Gov. Gavin Newsom is sounding all harsh and tough toward PG&E as Northern California burns out of control again and the blackouts continue.
At a press event that he promoted on Twitter, Newsom said that PG&E’s “years of greed, years of mismanagement, years and years of putting shareholders over people are over.”
Watch the video: It’s classic Newsom. “We will hold them to account,” he says. “We will restructure” the company when it gets out of bankruptcy.
And then … what?
How is that “restructuring” going to work if PG&E remains a privately owned utility that sets up its own corporate structure? How are we going to “hold to account” a company when it’s already in total collapse – and Newsom has no plan to address that except to ask Warren Buffett to buy it?
This is madness.
Bernie Sanders said yesterday that it’s time for the nation to think about turning all of the private utilities into public entities. Why Newsom won’t even talk about that is a disgrace.
The future of energy in the world is electricity. If we’re going to save the planet, we need to stop using fossil fuels – and that means pretty much everything is going to have to run on electricity. And that electricity will have to be generated from renewable sources.
In an era of climate change in California, we’re also going to have to transition from an era where power is generated in bulk in a few big plants and transmitted at high voltage for great distances across above-ground lines.
That means more local, distributed generation – solar panels on every roof, with locally controlled grids and safe, modern, underground lines that are not going to fall over and start fires when the wind blows. Small and mid-size renewable generation facilities near the cities where the power is used.
None of that will ever happen as long as PG&E is a private company. Because all of those things undermine PG&E’s basic business plan and would make it far less profitable. The CEO of PG&E doesn’t work for the public; the CEO of PG&E works to bring maximum value to the shareholders.
That model no longer works. It’s devastating to large parts of the state, where there is no longer reliable power and fires started by lines that were poorly maintained (while PG&E execs got big bonuses) are raging.
I am writing this at 8pm PST on Oct. 28, 2019. Right now, the entire market capitalization of PG&E is 2.01 billion. That’s less than Mayor London Breed has offered for just San Francisco’s system.
If Newsom had any interest in solving the energy and fire crisis, he could have the state – not Warren Buffett, who will be looking to cut costs and bring in profits – buy the whole company right now. There’s $2 billion surplus in the state budget. Revenue bonds for that amount would cost around $60 million or $70 million a year – and PG&E’s operating revenue last year was $16 billion. Earnings from operations (not counting the liabilities of the fires that the company caused) were more than $2 billion.
That buys a lot of solar panels.
Look: Either the ratepayers or the taxpayers – that’s us – are going to be on the hook for the cost of the fires and PG&E’s liability anyway. Why not get the benefits – the chance to build a long-term, stable, renewable energy system in the state – when we can do that for almost nothing?
Memo to Gavin: Quit bloviating and take action. Buy PG&E (or seize its assets by eminent domain), break it up and give it to the public-power agencies that could fairly quickly ramp up to run it. Sacramento Municipal Utilities District could take much of the northern part of the state. There’s already a Marin Clean Energy system that could expand to run that county’s system. San Francisco is ready to take over local operations (and we could add in much of the Peninsula). There’s an East Bay Municipal Utilities District.
It would be a bit complex – but nothing the state and local agencies couldn’t handle. And then we can spend all the money the PG&E diverts as executive bonuses and profits on making sure that the lights stay on the state doesn’t burn.
Gav is the gov who promised “bold” leadership and solutions. This one is pretty obvious.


Task details
Find the string "your" in the entries and copy each line that has it.

Extracted records
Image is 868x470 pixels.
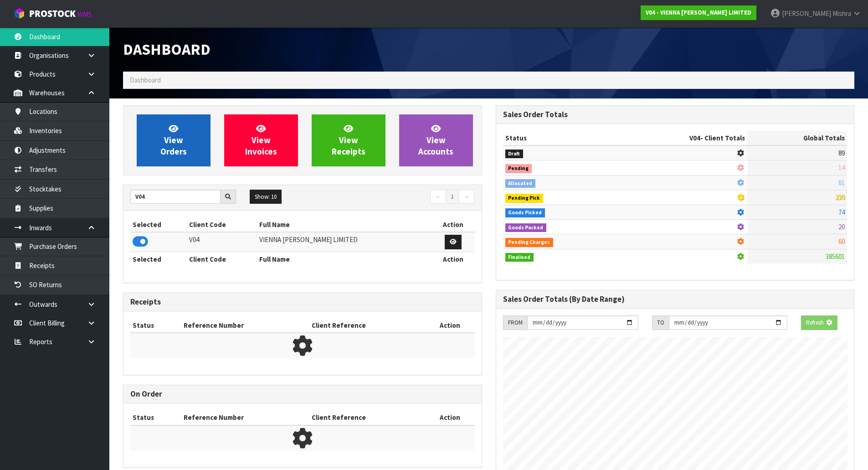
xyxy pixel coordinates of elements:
[689,133,700,143] span: V04
[331,123,365,157] span: View Receipts
[503,316,527,330] div: FROM
[181,410,309,425] th: Reference Number
[224,114,298,166] a: ViewInvoices
[187,217,257,232] th: Client Code
[130,76,161,84] span: Dashboard
[160,123,187,157] span: View Orders
[29,8,76,20] span: ProStock
[505,224,547,233] span: Goods Packed
[505,164,532,173] span: Pending
[503,295,847,304] h3: Sales Order Totals (By Date Range)
[77,10,91,18] small: WMS
[130,318,181,333] th: Status
[839,222,845,231] span: 20
[505,253,534,262] span: Finalised
[130,410,181,425] th: Status
[640,6,756,20] a: V04 - VIENNA [PERSON_NAME] LIMITED
[432,217,475,232] th: Action
[432,252,475,266] th: Action
[839,208,845,217] span: 74
[839,163,845,172] span: 14
[747,131,847,146] th: Global Totals
[130,190,220,204] input: Search clients
[782,9,831,18] span: [PERSON_NAME]
[309,318,425,333] th: Client Reference
[250,190,282,204] button: Show: 10
[418,123,453,157] span: View Accounts
[505,208,545,217] span: Goods Picked
[187,232,257,252] td: V04
[257,232,432,252] td: VIENNA [PERSON_NAME] LIMITED
[446,190,459,204] a: 1
[839,178,845,187] span: 61
[425,410,475,425] th: Action
[425,318,475,333] th: Action
[309,190,475,206] nav: Page navigation
[839,237,845,246] span: 60
[130,252,187,266] th: Selected
[245,123,277,157] span: View Invoices
[430,190,446,204] a: ←
[312,114,386,166] a: ViewReceipts
[646,9,751,17] strong: V04 - VIENNA [PERSON_NAME] LIMITED
[137,114,211,166] a: ViewOrders
[505,238,554,247] span: Pending Charges
[505,149,524,159] span: Draft
[839,149,845,157] span: 89
[459,190,475,204] a: →
[826,252,845,261] span: 385601
[505,194,543,203] span: Pending Pick
[181,318,309,333] th: Reference Number
[617,131,747,146] th: - Client Totals
[123,40,211,59] span: Dashboard
[309,410,425,425] th: Client Reference
[130,390,475,399] h3: On Order
[130,217,187,232] th: Selected
[832,9,851,18] span: Mishra
[399,114,473,166] a: ViewAccounts
[257,217,432,232] th: Full Name
[835,193,845,202] span: 230
[503,111,847,119] h3: Sales Order Totals
[503,131,617,146] th: Status
[257,252,432,266] th: Full Name
[187,252,257,266] th: Client Code
[801,316,837,330] button: Refresh
[505,179,536,189] span: Allocated
[652,316,668,330] div: TO
[130,298,475,307] h3: Receipts
[14,8,25,19] img: cube-alt.png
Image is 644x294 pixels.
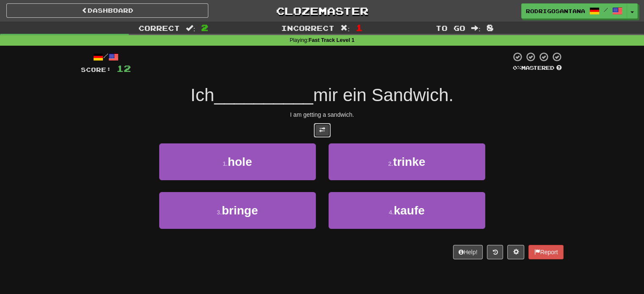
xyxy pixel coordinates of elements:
[223,161,228,168] small: 1 .
[436,24,465,32] span: To go
[81,52,131,62] div: /
[487,22,494,33] span: 8
[389,161,394,168] small: 2 .
[191,85,214,105] span: Ich
[217,209,222,216] small: 3 .
[314,123,331,138] button: Toggle translation (alt+t)
[281,24,334,32] span: Incorrect
[356,22,363,33] span: 1
[214,85,314,105] span: __________
[394,204,425,217] span: kaufe
[512,64,564,72] div: Mastered
[526,7,586,15] span: RodrigoSantana
[529,245,563,260] button: Report
[186,25,195,32] span: :
[221,3,423,18] a: Clozemaster
[81,66,112,73] span: Score:
[328,144,486,181] button: 2.trinke
[81,111,564,119] div: I am getting a sandwich.
[521,3,628,19] a: RodrigoSantana /
[138,24,180,32] span: Correct
[604,7,609,13] span: /
[314,85,454,105] span: mir ein Sandwich.
[309,37,355,43] strong: Fast Track Level 1
[389,209,394,216] small: 4 .
[201,22,208,33] span: 2
[228,156,253,168] span: hole
[159,144,316,181] button: 1.hole
[328,193,486,230] button: 4.kaufe
[513,64,521,71] span: 0 %
[471,25,481,32] span: :
[6,3,208,18] a: Dashboard
[159,193,316,230] button: 3.bringe
[340,25,350,32] span: :
[116,63,131,74] span: 12
[453,245,483,260] button: Help!
[393,156,426,168] span: trinke
[488,245,503,260] button: Round history (alt+y)
[222,204,259,217] span: bringe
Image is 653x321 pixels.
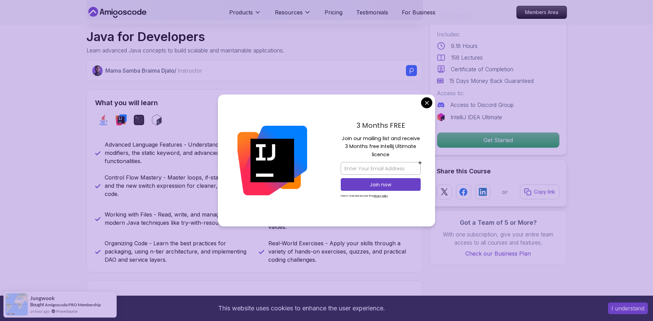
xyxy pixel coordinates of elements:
img: jetbrains logo [437,113,445,121]
p: or [502,188,508,196]
div: This website uses cookies to enhance the user experience. [5,301,597,316]
p: Advanced Language Features - Understand access modifiers, the static keyword, and advanced method... [105,141,250,165]
img: provesource social proof notification image [5,294,28,316]
h2: Share this Course [437,167,559,176]
img: intellij logo [116,115,127,126]
a: Members Area [516,6,567,19]
img: terminal logo [133,115,144,126]
p: Real-World Exercises - Apply your skills through a variety of hands-on exercises, quizzes, and pr... [268,239,414,264]
p: Certificate of Completion [451,65,513,73]
a: Pricing [324,8,342,16]
p: Working with Files - Read, write, and manage files using modern Java techniques like try-with-res... [105,211,250,227]
p: Access to: [437,89,559,97]
p: Resources [275,8,303,16]
p: 9.18 Hours [451,42,477,50]
button: Accept cookies [608,303,648,315]
img: Nelson Djalo [92,66,103,76]
p: Organizing Code - Learn the best practices for packaging, using n-tier architecture, and implemen... [105,239,250,264]
span: Instructor [178,67,202,74]
p: Products [229,8,253,16]
img: bash logo [151,115,162,126]
a: Testimonials [356,8,388,16]
a: Check our Business Plan [437,250,559,258]
p: Copy link [534,189,555,196]
span: Bought [30,302,44,308]
p: Members Area [517,6,566,19]
span: an hour ago [30,309,49,315]
a: For Business [402,8,435,16]
button: Products [229,8,261,22]
button: Resources [275,8,311,22]
img: java logo [98,115,109,126]
span: jungwook [30,296,55,301]
h2: What you will learn [95,98,414,108]
p: 158 Lectures [451,54,483,62]
p: Learn advanced Java concepts to build scalable and maintainable applications. [86,46,284,55]
p: 15 Days Money Back Guaranteed [449,77,533,85]
p: Get Started [437,133,559,148]
a: Amigoscode PRO Membership [45,303,101,308]
p: Includes: [437,30,559,38]
p: Mama Samba Braima Djalo / [105,67,202,75]
button: Get Started [437,132,559,148]
h1: Java for Developers [86,30,284,44]
a: ProveSource [56,309,78,315]
p: With one subscription, give your entire team access to all courses and features. [437,230,559,247]
button: Copy link [520,185,559,200]
h3: Got a Team of 5 or More? [437,218,559,228]
p: Access to Discord Group [450,101,513,109]
p: Control Flow Mastery - Master loops, if-statements, and the new switch expression for cleaner, ef... [105,174,250,198]
p: IntelliJ IDEA Ultimate [450,113,502,121]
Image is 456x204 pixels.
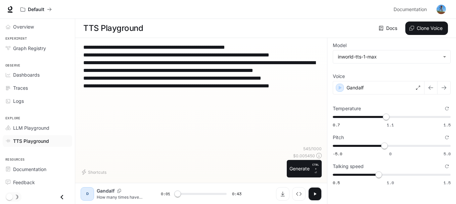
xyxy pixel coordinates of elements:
span: 5.0 [444,151,451,157]
span: Dark mode toggle [6,193,13,200]
p: How many times have you thought about giving up when things got tough? [PERSON_NAME] reminded us ... [97,194,145,200]
p: Pitch [333,135,344,140]
span: 0:01 [161,191,170,197]
button: All workspaces [17,3,55,16]
a: Dashboards [3,69,72,81]
button: Inspect [292,187,306,201]
p: ⏎ [313,163,319,175]
a: Overview [3,21,72,33]
h1: TTS Playground [83,22,143,35]
img: User avatar [437,5,446,14]
span: 1.5 [444,180,451,186]
p: Talking speed [333,164,364,169]
span: 0.5 [333,180,340,186]
span: 1.0 [387,180,394,186]
span: 1.5 [444,122,451,128]
p: Default [28,7,44,12]
span: 1.1 [387,122,394,128]
span: 0:43 [232,191,242,197]
button: Download audio [276,187,290,201]
button: Reset to default [444,134,451,141]
span: 0.7 [333,122,340,128]
button: Clone Voice [406,22,448,35]
span: LLM Playground [13,124,49,131]
button: User avatar [435,3,448,16]
p: Model [333,43,347,48]
button: Shortcuts [81,167,109,177]
p: CTRL + [313,163,319,171]
a: LLM Playground [3,122,72,134]
div: D [82,189,93,199]
button: Reset to default [444,105,451,112]
button: Close drawer [54,190,70,204]
button: GenerateCTRL +⏎ [287,160,322,177]
div: inworld-tts-1-max [333,50,451,63]
span: -5.0 [333,151,343,157]
a: Traces [3,82,72,94]
p: Voice [333,74,345,79]
span: Traces [13,84,28,91]
p: Temperature [333,106,361,111]
span: Logs [13,97,24,105]
a: Docs [378,22,400,35]
p: Gandalf [97,188,115,194]
span: TTS Playground [13,137,49,145]
span: Documentation [13,166,46,173]
a: Documentation [391,3,432,16]
a: Logs [3,95,72,107]
span: Feedback [13,179,35,186]
a: TTS Playground [3,135,72,147]
span: Documentation [394,5,427,14]
button: Copy Voice ID [115,189,124,193]
span: Overview [13,23,34,30]
a: Graph Registry [3,42,72,54]
span: Dashboards [13,71,40,78]
div: inworld-tts-1-max [338,53,440,60]
a: Documentation [3,163,72,175]
button: Reset to default [444,163,451,170]
span: Graph Registry [13,45,46,52]
a: Feedback [3,176,72,188]
span: 0 [390,151,392,157]
p: Gandalf [347,84,364,91]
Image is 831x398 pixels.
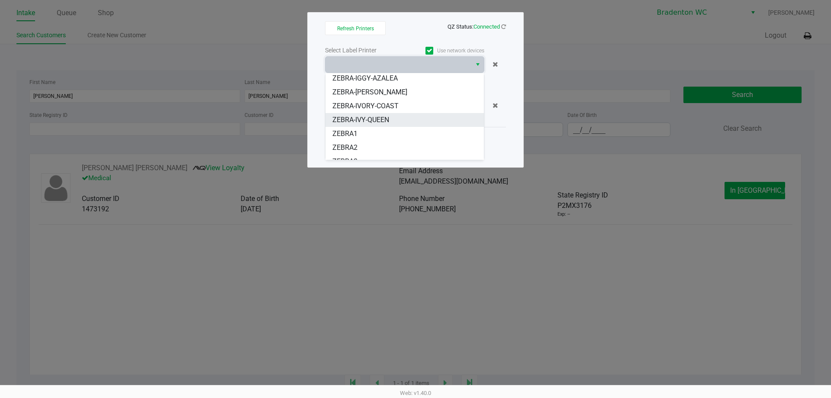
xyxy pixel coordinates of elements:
[332,142,357,153] span: ZEBRA2
[332,73,398,83] span: ZEBRA-IGGY-AZALEA
[332,115,389,125] span: ZEBRA-IVY-QUEEN
[325,46,404,55] div: Select Label Printer
[400,389,431,396] span: Web: v1.40.0
[332,156,357,167] span: ZEBRA3
[404,47,484,55] label: Use network devices
[473,23,500,30] span: Connected
[332,128,357,139] span: ZEBRA1
[325,21,385,35] button: Refresh Printers
[332,101,398,111] span: ZEBRA-IVORY-COAST
[332,87,407,97] span: ZEBRA-[PERSON_NAME]
[447,23,506,30] span: QZ Status:
[337,26,374,32] span: Refresh Printers
[471,57,484,72] button: Select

Response area
p: Real-World Exercises - Apply your skills through a variety of hands-on exercises, quizzes, and pr... [268,239,414,264]
p: With one subscription, give your entire team access to all courses and features. [437,230,559,247]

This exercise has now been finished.